What is Rural?
I spent 3 days in Regina this March at the 2024 annual convention for the Saskatchewan Association of Rural Municipalities, or SARM. I have been a councilor for 8 years now in the RM of Kindersley, aka RM 290. There are 294 municipalities in Saskatchewan. Many of them may have fewer people living inside the boundaries than their official municipality number. Once a year, representatives from each RM are invited to Saskatoon or Regina, depending on the year, to vote on resolutions, voice their ratepayers concerns directly to the premier and his cabinet ministers, price out a new grader or mower, and pack every seat of the city's steak houses and beer parlours.
SARM is old, and I don't mean its 129 year history. Of the 1,300 odd people attending at delegates, many, probably most, are over 60. If the average age of a farmer in 2023 is 56, your elected RM councilor is likely older. There are a lot of hearing aids, bad knees and a burning distrust of the NDP that most younger urban voters can't parse. Lorne Calvert left power before the financial crisis of 2008 and more people are worried about communism than what happened with the Global Transportation Hub scandal during the Brad Wall era.
So, what does rural mean in Saskatchewan? The open space of rural living generally connotes freedom, it means small government, it means concerns about agriculture are front and centre, and lauds self-directed stewardship. As a councilor I know it also means making sure we have systems in place to stop people from doing dumb, illegal, or dangerous things. Individuality yes, but legally entrenched property rights as well. This isn't to say that rural life means you have to be a loaner. Concerns over a vanishing way of life suggest to me that it is community and lifestyle that rural folks want to hold on to. Rather than the suburban post-war boom with picket fences and single income households it's more about the one room school houses, and smaller mixed farms that consume more of their own farms production rather than the big box landscape of modern grocery stores and parking lots. Bigger families, manual labour, dirt roads. This is rural for the baby boomer generation, and those who lived on farms, or at least have memories of a parent, grandparent, aunt, uncle or cousin and that lifestyle.
Let's consider what rural is through the lens of health care. It is the number one concern for an ageing population, and, despite 40% of provincial tax dollars going towards it, health care is in a very rough state in the province of Saskatchewan. We have retention problems for doctors and nurses, especially in smaller rural areas, and we have well trained paramedics ferrying patients on day long trips to urban centres for kidney dialysis or imaging due to lack of population density. You might complain about wait times in Saskatoon or Regina, but you still have to get to a hospital before that clock starts ticking. Everyone has an issue at some stage of the care process. Enter a figure long gone, the ‘Country Doctor’. One person responsible for their community's needs. Lifelong retention, patients medical history from birth to death, always home, practical, no nonsense, knows the area and the area's ills. No administration or bureaucracy, just the opinion of the community he serves. An artifact that many pin their idealized image of rugged individualism on, one that speaks to all the values of rural life. Independent in a way, but close knit community-first ties as well. You might hate your neighbour, but when you neighbour is the only one with a working stove or extra dozen eggs, you set those differences aside. Much like the one room schoolhouse, you make things work with what you have around. Now I'm talking like I was born in the early 50's instead of the 80's.
For me, rural is real, but for the generation whose great grandparents had a farm, but sold it or retired before the grandkids got a combine ride, it looks much different. If we want to uphold the best parts of rural living we have to make small towns places that are not only cheaper to live and less hectic, but welcoming, tolerant, and as culturally vibrant as possible. In an age where remote work is more common than ever, people need a reason to embrace the best parts of small town life. And half a beef cut cut and wrapped for 5 bucks a pound isn’t bad either.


§ What is needed
Every entry, start to finish, should be printed verbatim without pictures.

§ Recorded information
════════

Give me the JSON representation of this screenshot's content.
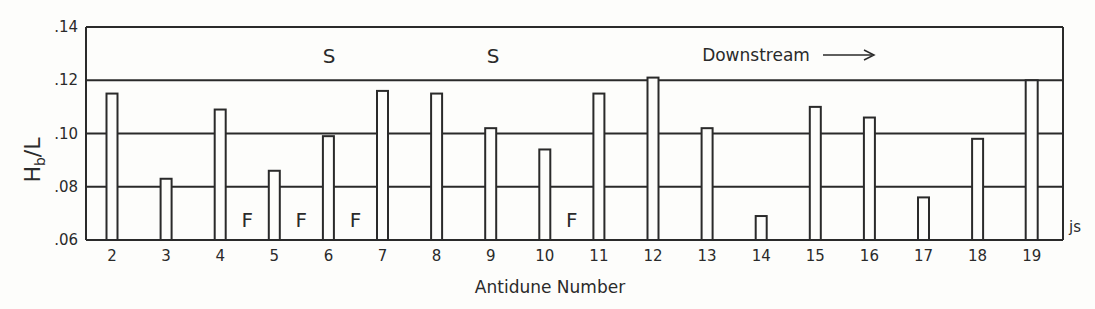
{
  "chart_data": {
    "type": "bar",
    "title": "",
    "xlabel": "Antidune Number",
    "ylabel": "Hb/L",
    "ylabel_main": "H",
    "ylabel_sub": "b",
    "ylabel_rest": "/L",
    "ylim": [
      0.06,
      0.14
    ],
    "yticks": [
      ".06",
      ".08",
      ".10",
      ".12",
      ".14"
    ],
    "grid": true,
    "categories": [
      "2",
      "3",
      "4",
      "5",
      "6",
      "7",
      "8",
      "9",
      "10",
      "11",
      "12",
      "13",
      "14",
      "15",
      "16",
      "17",
      "18",
      "19"
    ],
    "values": [
      0.115,
      0.083,
      0.109,
      0.086,
      0.099,
      0.116,
      0.115,
      0.102,
      0.094,
      0.115,
      0.121,
      0.102,
      0.069,
      0.11,
      0.106,
      0.076,
      0.098,
      0.12
    ],
    "annotations": {
      "S": [
        {
          "label": "S",
          "position_after": "6"
        },
        {
          "label": "S",
          "position_after": "9"
        }
      ],
      "F": [
        {
          "label": "F",
          "between": [
            "4",
            "5"
          ]
        },
        {
          "label": "F",
          "between": [
            "5",
            "6"
          ]
        },
        {
          "label": "F",
          "between": [
            "6",
            "7"
          ]
        },
        {
          "label": "F",
          "between": [
            "10",
            "11"
          ]
        }
      ],
      "direction": "Downstream →",
      "corner_mark": "js"
    },
    "legend": null
  },
  "labels": {
    "xlabel": "Antidune Number",
    "downstream": "Downstream",
    "s": "S",
    "f": "F",
    "js": "js"
  }
}
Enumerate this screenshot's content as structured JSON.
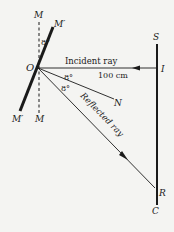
{
  "diagram": {
    "points": {
      "pivot": "O",
      "normal_top": "M",
      "normal_bottom": "M",
      "mirror_top": "M′",
      "mirror_bottom": "M′",
      "normal_end": "N",
      "scale_top": "S",
      "incident_point": "I",
      "reflected_point": "R",
      "scale_bottom": "C"
    },
    "labels": {
      "incident_ray": "Incident ray",
      "reflected_ray": "Reflected ray",
      "distance": "100 cm",
      "angle_mirror": "8°",
      "angle_incident": "8°",
      "angle_reflected": "8°"
    },
    "colors": {
      "ink": "#1a1a1a",
      "background": "#f4f4f2"
    }
  }
}
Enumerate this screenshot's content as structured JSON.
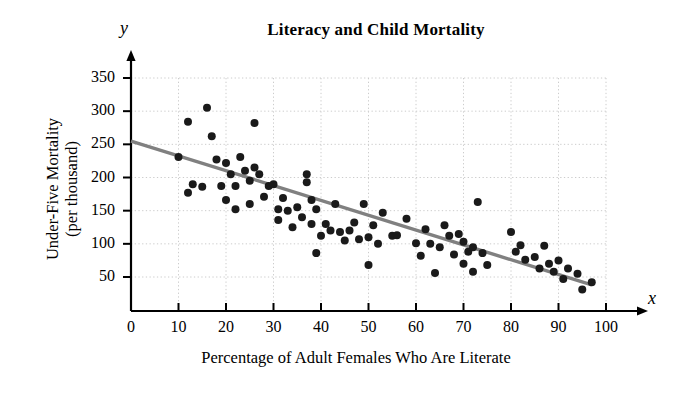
{
  "chart_data": {
    "type": "scatter",
    "title": "Literacy and Child Mortality",
    "xlabel": "Percentage of Adult Females Who Are Literate",
    "ylabel": "Under-Five Mortality\n(per thousand)",
    "x_axis_letter": "x",
    "y_axis_letter": "y",
    "xlim": [
      0,
      100
    ],
    "ylim": [
      0,
      360
    ],
    "xticks": [
      0,
      10,
      20,
      30,
      40,
      50,
      60,
      70,
      80,
      90,
      100
    ],
    "yticks": [
      50,
      100,
      150,
      200,
      250,
      300,
      350
    ],
    "grid": true,
    "grid_style": "dotted",
    "grid_color": "#cccccc",
    "marker_color": "#1a1a1a",
    "marker_size": 8,
    "trendline": {
      "label": "least-squares regression line",
      "color": "#808080",
      "x_start": 0,
      "y_start": 255,
      "x_end": 97,
      "y_end": 38
    },
    "points": [
      {
        "x": 10,
        "y": 231
      },
      {
        "x": 12,
        "y": 284
      },
      {
        "x": 12,
        "y": 177
      },
      {
        "x": 13,
        "y": 190
      },
      {
        "x": 15,
        "y": 186
      },
      {
        "x": 16,
        "y": 305
      },
      {
        "x": 17,
        "y": 262
      },
      {
        "x": 18,
        "y": 227
      },
      {
        "x": 19,
        "y": 187
      },
      {
        "x": 20,
        "y": 166
      },
      {
        "x": 20,
        "y": 222
      },
      {
        "x": 21,
        "y": 205
      },
      {
        "x": 22,
        "y": 187
      },
      {
        "x": 22,
        "y": 152
      },
      {
        "x": 23,
        "y": 231
      },
      {
        "x": 24,
        "y": 210
      },
      {
        "x": 25,
        "y": 160
      },
      {
        "x": 25,
        "y": 195
      },
      {
        "x": 26,
        "y": 282
      },
      {
        "x": 26,
        "y": 215
      },
      {
        "x": 27,
        "y": 205
      },
      {
        "x": 28,
        "y": 171
      },
      {
        "x": 29,
        "y": 187
      },
      {
        "x": 30,
        "y": 190
      },
      {
        "x": 31,
        "y": 152
      },
      {
        "x": 31,
        "y": 136
      },
      {
        "x": 32,
        "y": 169
      },
      {
        "x": 33,
        "y": 150
      },
      {
        "x": 34,
        "y": 125
      },
      {
        "x": 35,
        "y": 155
      },
      {
        "x": 36,
        "y": 140
      },
      {
        "x": 37,
        "y": 205
      },
      {
        "x": 37,
        "y": 193
      },
      {
        "x": 38,
        "y": 166
      },
      {
        "x": 38,
        "y": 130
      },
      {
        "x": 39,
        "y": 152
      },
      {
        "x": 39,
        "y": 86
      },
      {
        "x": 40,
        "y": 112
      },
      {
        "x": 41,
        "y": 130
      },
      {
        "x": 42,
        "y": 120
      },
      {
        "x": 43,
        "y": 160
      },
      {
        "x": 44,
        "y": 118
      },
      {
        "x": 45,
        "y": 105
      },
      {
        "x": 46,
        "y": 120
      },
      {
        "x": 47,
        "y": 132
      },
      {
        "x": 48,
        "y": 107
      },
      {
        "x": 49,
        "y": 160
      },
      {
        "x": 50,
        "y": 110
      },
      {
        "x": 50,
        "y": 68
      },
      {
        "x": 51,
        "y": 128
      },
      {
        "x": 52,
        "y": 100
      },
      {
        "x": 53,
        "y": 147
      },
      {
        "x": 55,
        "y": 112
      },
      {
        "x": 56,
        "y": 113
      },
      {
        "x": 58,
        "y": 138
      },
      {
        "x": 60,
        "y": 101
      },
      {
        "x": 61,
        "y": 82
      },
      {
        "x": 62,
        "y": 122
      },
      {
        "x": 63,
        "y": 100
      },
      {
        "x": 64,
        "y": 56
      },
      {
        "x": 65,
        "y": 95
      },
      {
        "x": 66,
        "y": 128
      },
      {
        "x": 67,
        "y": 112
      },
      {
        "x": 68,
        "y": 84
      },
      {
        "x": 69,
        "y": 115
      },
      {
        "x": 70,
        "y": 70
      },
      {
        "x": 70,
        "y": 103
      },
      {
        "x": 71,
        "y": 88
      },
      {
        "x": 72,
        "y": 58
      },
      {
        "x": 72,
        "y": 95
      },
      {
        "x": 73,
        "y": 163
      },
      {
        "x": 74,
        "y": 86
      },
      {
        "x": 75,
        "y": 68
      },
      {
        "x": 80,
        "y": 118
      },
      {
        "x": 81,
        "y": 88
      },
      {
        "x": 82,
        "y": 98
      },
      {
        "x": 83,
        "y": 76
      },
      {
        "x": 85,
        "y": 80
      },
      {
        "x": 86,
        "y": 63
      },
      {
        "x": 87,
        "y": 97
      },
      {
        "x": 88,
        "y": 70
      },
      {
        "x": 89,
        "y": 58
      },
      {
        "x": 90,
        "y": 75
      },
      {
        "x": 91,
        "y": 47
      },
      {
        "x": 92,
        "y": 63
      },
      {
        "x": 94,
        "y": 55
      },
      {
        "x": 95,
        "y": 31
      },
      {
        "x": 97,
        "y": 42
      }
    ]
  }
}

════════

§ Output of the task
Give me the JSON representation of this screenshot's content.
{
  "chart_data": {
    "type": "bar",
    "title": "",
    "xlabel": "Antidune Number",
    "ylabel": "Hb/L",
    "ylabel_main": "H",
    "ylabel_sub": "b",
    "ylabel_rest": "/L",
    "ylim": [
      0.06,
      0.14
    ],
    "yticks": [
      ".06",
      ".08",
      ".10",
      ".12",
      ".14"
    ],
    "grid": true,
    "categories": [
      "2",
      "3",
      "4",
      "5",
      "6",
      "7",
      "8",
      "9",
      "10",
      "11",
      "12",
      "13",
      "14",
      "15",
      "16",
      "17",
      "18",
      "19"
    ],
    "values": [
      0.115,
      0.083,
      0.109,
      0.086,
      0.099,
      0.116,
      0.115,
      0.102,
      0.094,
      0.115,
      0.121,
      0.102,
      0.069,
      0.11,
      0.106,
      0.076,
      0.098,
      0.12
    ],
    "annotations": {
      "S": [
        {
          "label": "S",
          "position_after": "6"
        },
        {
          "label": "S",
          "position_after": "9"
        }
      ],
      "F": [
        {
          "label": "F",
          "between": [
            "4",
            "5"
          ]
        },
        {
          "label": "F",
          "between": [
            "5",
            "6"
          ]
        },
        {
          "label": "F",
          "between": [
            "6",
            "7"
          ]
        },
        {
          "label": "F",
          "between": [
            "10",
            "11"
          ]
        }
      ],
      "direction": "Downstream →",
      "corner_mark": "js"
    },
    "legend": null
  },
  "labels": {
    "xlabel": "Antidune Number",
    "downstream": "Downstream",
    "s": "S",
    "f": "F",
    "js": "js"
  }
}
Enumerate this screenshot's content as structured JSON.
{
  "diagram": {
    "points": {
      "pivot": "O",
      "normal_top": "M",
      "normal_bottom": "M",
      "mirror_top": "M′",
      "mirror_bottom": "M′",
      "normal_end": "N",
      "scale_top": "S",
      "incident_point": "I",
      "reflected_point": "R",
      "scale_bottom": "C"
    },
    "labels": {
      "incident_ray": "Incident ray",
      "reflected_ray": "Reflected ray",
      "distance": "100 cm",
      "angle_mirror": "8°",
      "angle_incident": "8°",
      "angle_reflected": "8°"
    },
    "colors": {
      "ink": "#1a1a1a",
      "background": "#f4f4f2"
    }
  }
}
Enumerate this screenshot's content as structured JSON.
{
  "chart_data": {
    "type": "scatter",
    "title": "Literacy and Child Mortality",
    "xlabel": "Percentage of Adult Females Who Are Literate",
    "ylabel": "Under-Five Mortality\n(per thousand)",
    "x_axis_letter": "x",
    "y_axis_letter": "y",
    "xlim": [
      0,
      100
    ],
    "ylim": [
      0,
      360
    ],
    "xticks": [
      0,
      10,
      20,
      30,
      40,
      50,
      60,
      70,
      80,
      90,
      100
    ],
    "yticks": [
      50,
      100,
      150,
      200,
      250,
      300,
      350
    ],
    "grid": true,
    "grid_style": "dotted",
    "grid_color": "#cccccc",
    "marker_color": "#1a1a1a",
    "marker_size": 8,
    "trendline": {
      "label": "least-squares regression line",
      "color": "#808080",
      "x_start": 0,
      "y_start": 255,
      "x_end": 97,
      "y_end": 38
    },
    "points": [
      {
        "x": 10,
        "y": 231
      },
      {
        "x": 12,
        "y": 284
      },
      {
        "x": 12,
        "y": 177
      },
      {
        "x": 13,
        "y": 190
      },
      {
        "x": 15,
        "y": 186
      },
      {
        "x": 16,
        "y": 305
      },
      {
        "x": 17,
        "y": 262
      },
      {
        "x": 18,
        "y": 227
      },
      {
        "x": 19,
        "y": 187
      },
      {
        "x": 20,
        "y": 166
      },
      {
        "x": 20,
        "y": 222
      },
      {
        "x": 21,
        "y": 205
      },
      {
        "x": 22,
        "y": 187
      },
      {
        "x": 22,
        "y": 152
      },
      {
        "x": 23,
        "y": 231
      },
      {
        "x": 24,
        "y": 210
      },
      {
        "x": 25,
        "y": 160
      },
      {
        "x": 25,
        "y": 195
      },
      {
        "x": 26,
        "y": 282
      },
      {
        "x": 26,
        "y": 215
      },
      {
        "x": 27,
        "y": 205
      },
      {
        "x": 28,
        "y": 171
      },
      {
        "x": 29,
        "y": 187
      },
      {
        "x": 30,
        "y": 190
      },
      {
        "x": 31,
        "y": 152
      },
      {
        "x": 31,
        "y": 136
      },
      {
        "x": 32,
        "y": 169
      },
      {
        "x": 33,
        "y": 150
      },
      {
        "x": 34,
        "y": 125
      },
      {
        "x": 35,
        "y": 155
      },
      {
        "x": 36,
        "y": 140
      },
      {
        "x": 37,
        "y": 205
      },
      {
        "x": 37,
        "y": 193
      },
      {
        "x": 38,
        "y": 166
      },
      {
        "x": 38,
        "y": 130
      },
      {
        "x": 39,
        "y": 152
      },
      {
        "x": 39,
        "y": 86
      },
      {
        "x": 40,
        "y": 112
      },
      {
        "x": 41,
        "y": 130
      },
      {
        "x": 42,
        "y": 120
      },
      {
        "x": 43,
        "y": 160
      },
      {
        "x": 44,
        "y": 118
      },
      {
        "x": 45,
        "y": 105
      },
      {
        "x": 46,
        "y": 120
      },
      {
        "x": 47,
        "y": 132
      },
      {
        "x": 48,
        "y": 107
      },
      {
        "x": 49,
        "y": 160
      },
      {
        "x": 50,
        "y": 110
      },
      {
        "x": 50,
        "y": 68
      },
      {
        "x": 51,
        "y": 128
      },
      {
        "x": 52,
        "y": 100
      },
      {
        "x": 53,
        "y": 147
      },
      {
        "x": 55,
        "y": 112
      },
      {
        "x": 56,
        "y": 113
      },
      {
        "x": 58,
        "y": 138
      },
      {
        "x": 60,
        "y": 101
      },
      {
        "x": 61,
        "y": 82
      },
      {
        "x": 62,
        "y": 122
      },
      {
        "x": 63,
        "y": 100
      },
      {
        "x": 64,
        "y": 56
      },
      {
        "x": 65,
        "y": 95
      },
      {
        "x": 66,
        "y": 128
      },
      {
        "x": 67,
        "y": 112
      },
      {
        "x": 68,
        "y": 84
      },
      {
        "x": 69,
        "y": 115
      },
      {
        "x": 70,
        "y": 70
      },
      {
        "x": 70,
        "y": 103
      },
      {
        "x": 71,
        "y": 88
      },
      {
        "x": 72,
        "y": 58
      },
      {
        "x": 72,
        "y": 95
      },
      {
        "x": 73,
        "y": 163
      },
      {
        "x": 74,
        "y": 86
      },
      {
        "x": 75,
        "y": 68
      },
      {
        "x": 80,
        "y": 118
      },
      {
        "x": 81,
        "y": 88
      },
      {
        "x": 82,
        "y": 98
      },
      {
        "x": 83,
        "y": 76
      },
      {
        "x": 85,
        "y": 80
      },
      {
        "x": 86,
        "y": 63
      },
      {
        "x": 87,
        "y": 97
      },
      {
        "x": 88,
        "y": 70
      },
      {
        "x": 89,
        "y": 58
      },
      {
        "x": 90,
        "y": 75
      },
      {
        "x": 91,
        "y": 47
      },
      {
        "x": 92,
        "y": 63
      },
      {
        "x": 94,
        "y": 55
      },
      {
        "x": 95,
        "y": 31
      },
      {
        "x": 97,
        "y": 42
      }
    ]
  }
}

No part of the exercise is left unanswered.